Biden’s Cuban Missile Crisis. But First, Super Bowl Halftime!
by Eric Rozenman
What, you ask, did the Super Bowl halftime show have to do with crises over Ukraine and Taiwan? Good question. The answer requires a bit of history.
Sixty years ago, President John F. Kennedy and the United States faced Soviet aggression in the Cuban missile crisis. It brought the planet closer to nuclear war than many recognized. Today, President Joe Biden, and the rest of us, confront threats from Moscow over Ukraine and China over Taiwan.
Then, Soviet Premier Nikita Khrushchev sought to exploit the weakness he perceived in a young American leader following the 1961 Bay of Pigs fiasco, Washington’s ill-conceived attempt to overthrow Cuba’s Fidel Castro. Now, Russian leader Vladimir Putin attempts to exploit weakness he saw in an old American leader with last summer’s ill-conceived Afghanistan withdrawal. Chinese dictator Xi Jinping seeks to do likewise.
As diversion from our dangers came the schlock that was Super Bowl LVI’s (56 for the Roman numeral deficient) halftime show. Given that 112 million people tuned to the game, the behavior of the popular entertainers in Los Angeles’ $5 billion SoFi Stadium raises a question:
Is the United States serious? Because if not, it won’t be able to defend its interests.
Commissioner Roger Goodell (two-year pay $128 million) and the other empty suit moguls of the National Football League had painted “End Racism” across the Super Bowl endzones. Then they presented a halftime extravaganza that reworked a Jim Crow minstrel show; instead of whites in blackface, it featured blacks in blackface.
There are 32 NFL teams. Ninety-five percent of ownership is white; only two franchises have minority owners, neither of whom is African-American. In the league’s 100-year history, no team has had a black owner.
Would ownership with more African Americans have tolerated this year’s halftime show? It spotlighted black rappers 50 years old and up—Dr. Dre (Andre Romelle Young—net worth estimated in the high hundreds of millions, repeatedly accused of abuse by the women in his life), Snopp Dog (Calvin Cordozar Broadus Jr., 35 million albums sold worldwide, almost as many arrests), and Mary J. Blige (actually Mary J. Blige, “queen of hip-hop soul,” nine Grammy awards).
Dre and Dogg each grabbed his crotch as he strutted across the stage, as if for reassurance nothing was missing. White man-boy rapper Eminem (Marshall Mathers) did the same. Ms. Blige—about a decade past her drop-dead sexiness—overfilled a Victoria’s Secret knock-off, revealing a bit too much derriere.
Accompanying all was a sullen horde performing what looked like an angry fertility dance.
Okay, entertainment tastes change across generations.

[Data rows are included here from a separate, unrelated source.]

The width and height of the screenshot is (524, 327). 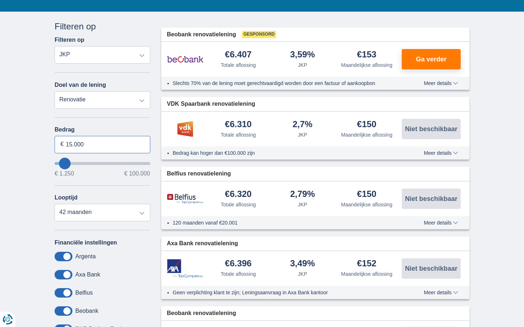 What do you see at coordinates (431, 59) in the screenshot?
I see `span: Ga verder` at bounding box center [431, 59].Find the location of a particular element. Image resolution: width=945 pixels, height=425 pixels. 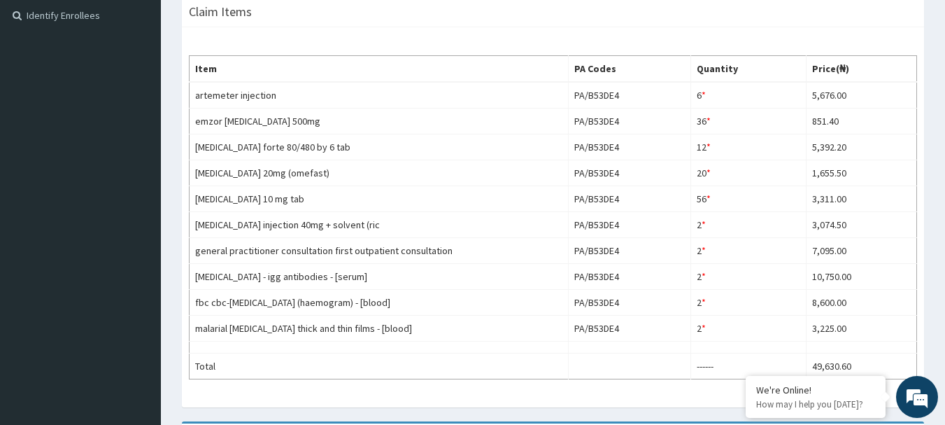

td: 3,225.00 is located at coordinates (861, 328).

Ours today include legalized “recreational” marijuana in 18 states and the District of Columbia (name a successful society that had more than one legal, general use intoxicant like alcohol here), and legalized on-line gambling in 30 states and the District.
But imagine the Supremes or Jackie Wilson, let alone Duke Ellington, Count Basie, Ella Fitzgerald or Sarah Vaughn watching this year’s $17 million modern minstrelsy. Would they have seen in the Hollywood bling a subtext of the insidious bigotry of low expectations?

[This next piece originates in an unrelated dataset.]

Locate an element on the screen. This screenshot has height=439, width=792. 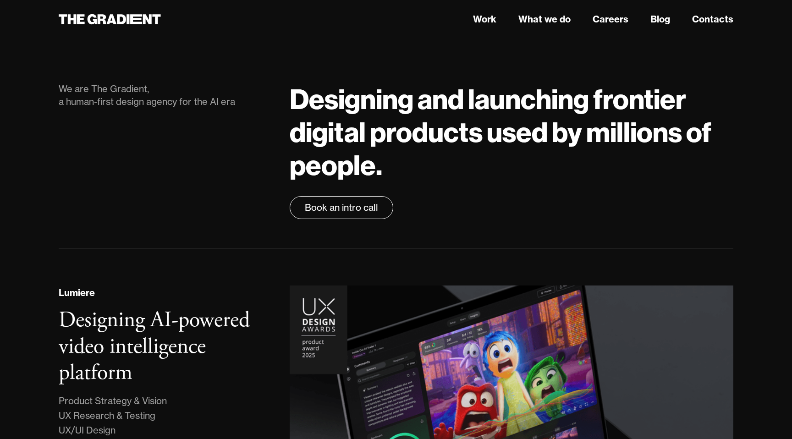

By the time Eminem ostentatiously took a knee, a la’ former San Francisco 49’ers quarterback Colin Kaepernick’s 2016 kneel during the National Anthem to protest anti-black racism, league owners—for whom Kaepernick has never played again—must have imagined they’d achieved a politically correct daily double.
Meanwhile, back in the White House: Joe Biden presides over a country that tells itself such a halftime production somehow counters lingering racial prejudice. The chief executive—whose administration counts climate change as a major military threat—still hasn’t shown the public how Russian and Chinese aggression endanger a world in which U.S.-style freedom and democracy, including wretched excesses like the Super Bowl halftime show, are possible.
If and when he does, we the people will have to demonstrate that however easily and superficially we can be distracted, we still have what Americans in 1962 had—the ability to take serious matters seriously.
Eric Rozenman is author of From Elvis to Trump, Eyewitness to the Unraveling; Co-Starring Richard Nixon, Andy Warhol, Bill Clinton, the Supremes and Barack Obama! newly released by Academica Press.